SMART Sprint Goals Are Stupid
Making your Sprint Goals fun is underrated
Decrease page load time on the Product Detail Page by 300 ms
Increase conversion by 1% by reducing friction in the checkout
Migrate our customers to a new CRM system
Did you start yawning already? I did.
These Sprint Goals tick all the boxes of the SMART acronym: Specific, Measurable, Achievable, Relevant, and Time-Oriented. Though SMART makes your Sprint Goals factually accurate, nothing prevents them from boring your team to death. Would you wake up excited to come into work when thinking about the Sprint Goals I presented above?
Hell no! If you would read these Sprint Goals before bedtime, you’d probably fall asleep.
Yet this is what passes as an acceptable Sprint Goal for most teams. We go down the wrong path of focusing first and foremost on making Sprint Goals factually clear and carefully spelled out. It is almost if we believe a team of robots should be able to take over and finish the job. Excitement and emotion don’t enter the equation. Phrasing Sprint Goals similar to the Acceptance Criteria of a Backlog Item guarantees to evaporate all enthusiasm.
Is there a better way of phrasing Sprint Goals instead of aiming for an accounting-level precision that bludgeons all excitement?
Let’s remind ourselves of the historical speech John F. Kennedy gave in 1961 that inspired the world for many years to come:
“This nation should commit itself to achieving the goal, before this decade is out, of landing a man on the moon and returning him safely to earth.” — John F. Kennedy
The goal Kennedy proposed in this address before Congress had the rare quality of being both concrete and inspiring at the same time. That’s not an easy feat, but hey, we’re talking about space travel here! Everybody got excited after hearing this speech and gave everything to meet the goal.
Wouldn’t it be great if you could harness the same kind of motivation and anticipation with your Sprint Goals?
Let’s compare the boring Sprint Goals I mentioned before to examples my Scrum Teams came up with:
Lights, Camera, Action!
Donny says ‘Yes’ to the Dress
You’ve got mail
Sounds way more exciting, right? Probably not ‘Going to the moon-level excitement’, but good enough for a Scrum Team. When you hear these goals, you’d be curious to learn more and understand what they represent.
Now, of course, you’ll counter by saying these Sprint Goals sound like a jolly lot of fun, but they make no sense at all. What do these Sprint Goals actually mean?
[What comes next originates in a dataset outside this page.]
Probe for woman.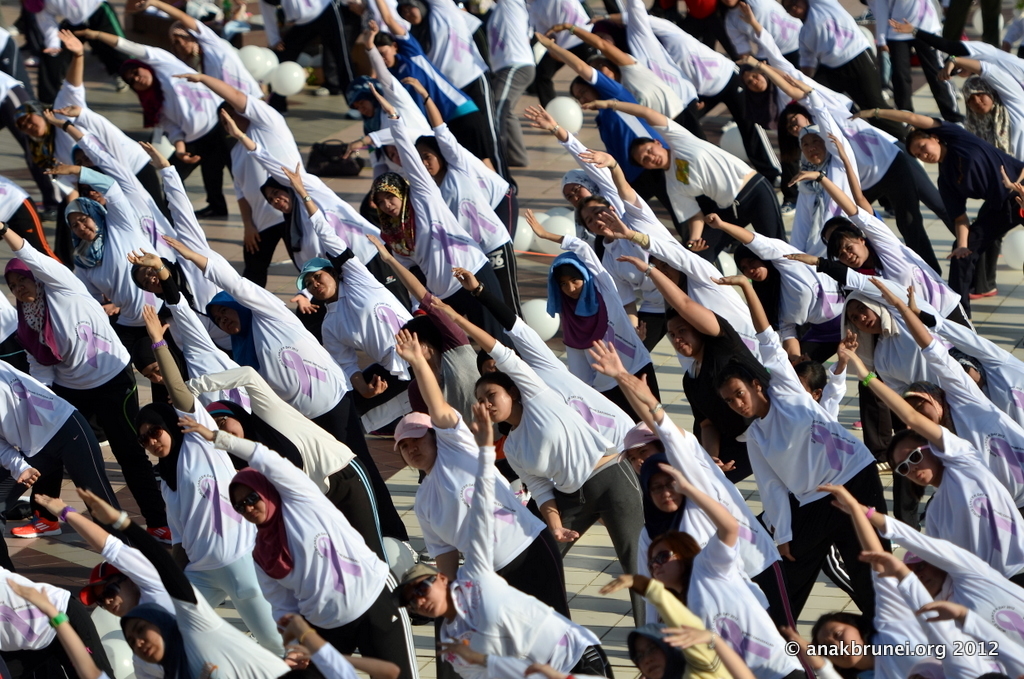
Probe result: bbox=(935, 59, 1023, 163).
Well, you are both right and wrong. To the reader, these Sprint Goals are vague. To the team, these objectives were crystal clear, just like Apollo 11, Got Milk? or the Manhattan Project. Allow me to elaborate on what these aforementioned Sprint Goals meant.
Lights, Camera, Action! meant that we should do whatever it takes to go-live with our newly built platform. Let’s get that camera rolling!
Donny says ‘Yes’ to the Dress, reflected a promise of one of our team members. Donny would wear a dress if we could successfully ship and return our first item before the end of the Sprint. And yes, Donny did wear that magnificent red dress we ordered for him!
You’ve got mail the goal was to implement all the different e-mails we needed at different stages of the shopping journey.
Did we write down somewhere what these Sprint Goals meant exactly? No. We created the Sprint Goals together. As a result, it was clear to the whole team what the Sprint Goal represented. We had a common understanding and trust. If necessary, you can still formulate the outcome you expect in a SMART way and tie it to the Sprint Goal title. By abstracting the Sprint Goal away and referring to it with a short and inspiring title, you energize and inspire the team way more than force feeding the facts. Being factual is accurate, but not necessarily inspiring.
Let’s circle back to the Sprint Goals at the beginning of the article and give them a title with a nice ring to it:
Instant PDP
Decrease page load time on the Product Detail Page by 300 ms
Show me the money!
Increase conversion by 1% by reducing friction in the checkout
Beam me up Scotty
Migrate our customers to a new CRM system
These titles sound much more inspiring than the original, and I can guarantee you they will be dropped casually in conversation more frequently than before. Nobody will remember the original factually accurate Sprint Goals. But with a catchy name to remind them, you can bet they will be able to tell you the SMART representation as well.
By formulating a memorable title you conjure a motivating mental picture in the minds of your team members. A stirring image that sticks in their brain beats any fallible contract you can come up with together. But you do need to place sufficient trust in your team that they are capable of being more than a group of drones that execute a plan.
Give your Scrum Teams the freedom to formulate an exciting goal together and trust them to get it done. Putting the exact details at the forefront is less important than harnessing their energy by making them care. We humans are emotional creatures. If they understand the goal and it motivates them, then the details that matter will emerge even if you don’t prescribe them with painstaking accuracy.